A jury convicted Bannon, who was pardoned by Trump in an unrelated crime and is now scheduled to be sentenced Friday. The Justice Department recommended Monday that he serve six months for the two misdemeanor contempt charges and pay a $200,000 fine.
Navarro is scheduled to go on trial on the contempt charges next month.
“Congress has always been a stalking horse for the Justice Department’s investigations, but this was done expressly, blatantly and without mincing words and without hiding their motives, in a greater magnitude than what I’ve ever seen,” said Stanley Brand, a Democrat who once served as the top lawyer in the House.
Brand has strongly criticized the committee and now represents Navarro.
In forming its staff, the committee took a different approach than previous congressional investigations, hiring several former federal prosecutors and putting a former United States attorney in charge of overseeing its day-to-day work.
Some of the first public signs that the committee would be taking a different approach emerged in December when Cheney said the question of Trump’s criminality was one that the panel was investigating. She then began reading directly from the federal criminal code a law she believed he may have broken.
“Did Donald Trump, through action or inaction, corruptly seek to obstruct or impede Congress’ official proceeding to count electoral votes?” Cheney said.
In March, in a civil court fight with John Eastman, a conservative lawyer who helped advise Trump on how to overturn the election, the committee filed what amounted to a de facto indictment against Trump and Eastman. Although the document held no criminal weight, the committee asserted that both men had engaged in criminal conduct in the lead-up to the Jan. 6 attacks.
“The select committee also has a good-faith basis for concluding that the president and members of his campaign engaged in a criminal conspiracy to defraud the United States,” the filing said.
The federal judge overseeing the case was largely agreed, saying it was “more likely than not” that Trump and Eastman had broken the law.
Armed with the court’s ruling, Cheney took the lead in continuing to raise questions publicly about whether Trump broke the law. But it was the committee’s approach to its string of hearings that began in the late spring that provided a stark contrast to the Justice Department’s slow, methodical approach under Attorney General Merrick Garland.
Speaking like prosecutors, members of the committee treated the American public at the hearings like it was a jury at a criminal trial as they methodically built a case that showed Trump knew he had lost the 2020 election, lied repeatedly to the public about it, amassed a crowd of his supporters who then stormed the Capitol and did nothing for hours to stop them.
When a former West Wing aid, Cassidy Hutchinson, provided electrifying testimony in late June, she made a series of damaging disclosures that were new to the Justice Department and grabbed senior officials’ attention.
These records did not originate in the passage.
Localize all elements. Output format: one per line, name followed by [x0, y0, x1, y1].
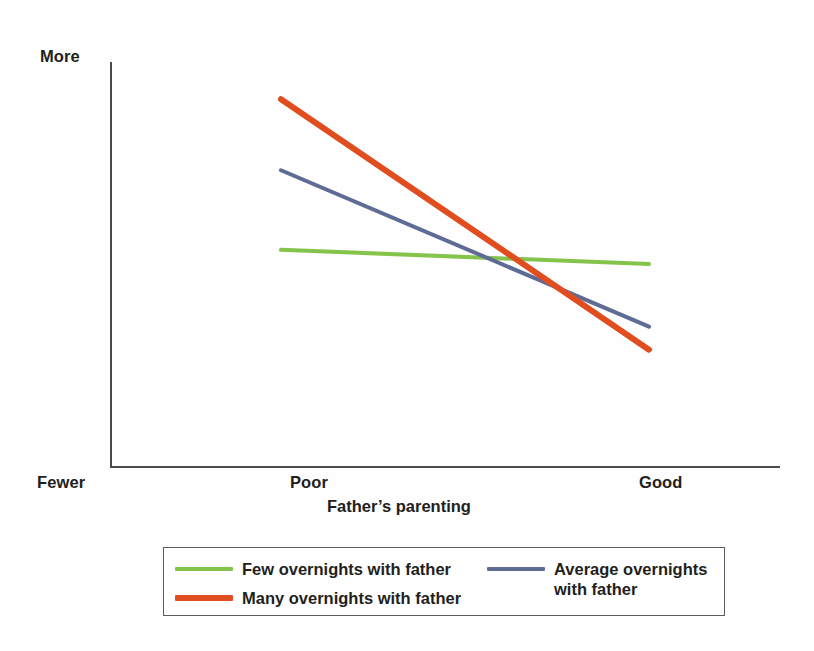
- legend-item-few-overnights: Few overnights with father: [175, 559, 451, 579]
- series-line-2: [281, 99, 649, 349]
- y-axis-line: [110, 62, 112, 468]
- x-axis-line: [110, 466, 780, 468]
- x-tick-label-poor: Poor: [290, 473, 328, 492]
- chart-figure: More Fewer Poor Good Father’s parenting …: [0, 0, 814, 651]
- legend-swatch-green: [175, 567, 233, 571]
- series-group: [281, 99, 649, 349]
- chart-legend: Few overnights with father Many overnigh…: [163, 547, 725, 616]
- legend-label-many-overnights: Many overnights with father: [242, 588, 461, 608]
- y-axis-top-label: More: [40, 47, 80, 66]
- legend-swatch-orange: [175, 595, 233, 602]
- legend-label-few-overnights: Few overnights with father: [242, 559, 451, 579]
- legend-item-average-overnights: Average overnights with father: [487, 559, 707, 599]
- legend-swatch-blue: [487, 567, 545, 571]
- y-axis-bottom-label: Fewer: [37, 473, 85, 492]
- x-tick-label-good: Good: [639, 473, 682, 492]
- legend-label-average-overnights: Average overnights with father: [554, 559, 707, 599]
- x-axis-title: Father’s parenting: [327, 497, 471, 516]
- series-line-1: [281, 170, 649, 326]
- legend-item-many-overnights: Many overnights with father: [175, 588, 461, 608]
- series-line-0: [281, 250, 649, 264]
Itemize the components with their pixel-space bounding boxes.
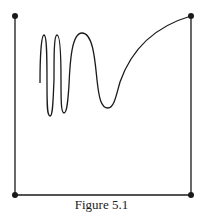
figure-caption: Figure 5.1 — [0, 197, 203, 213]
corner-dot-top-right — [188, 13, 194, 19]
corner-dot-top-left — [12, 13, 18, 19]
oscillating-curve — [40, 16, 191, 116]
figure-diagram — [0, 0, 203, 218]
The mounting public questions about the potential criminality of Trump and his allies raised questions about whether Garland was willing to take them on.
As those questions crescendoed in the summer, reports emerged that federal prosecutors were indeed investigating them. Relying on the blueprint laid out by the committee, prosecutors in the months that followed subpoenaed many of the same witnesses who had tested before the committee.
But the threshold for charging a former president or his top advisers is higher than for setting out a case at a congressional hearing with no one on hand to argue in Trump’s defense. Legal experts have a range of opinions about whether there is sufficient evidence to bring a case and whether Garland, who has the ultimate say, would make such a move, knowing how it could further divide the country, particularly if Trump is the Republican Party’s nominee for presidents in 2024.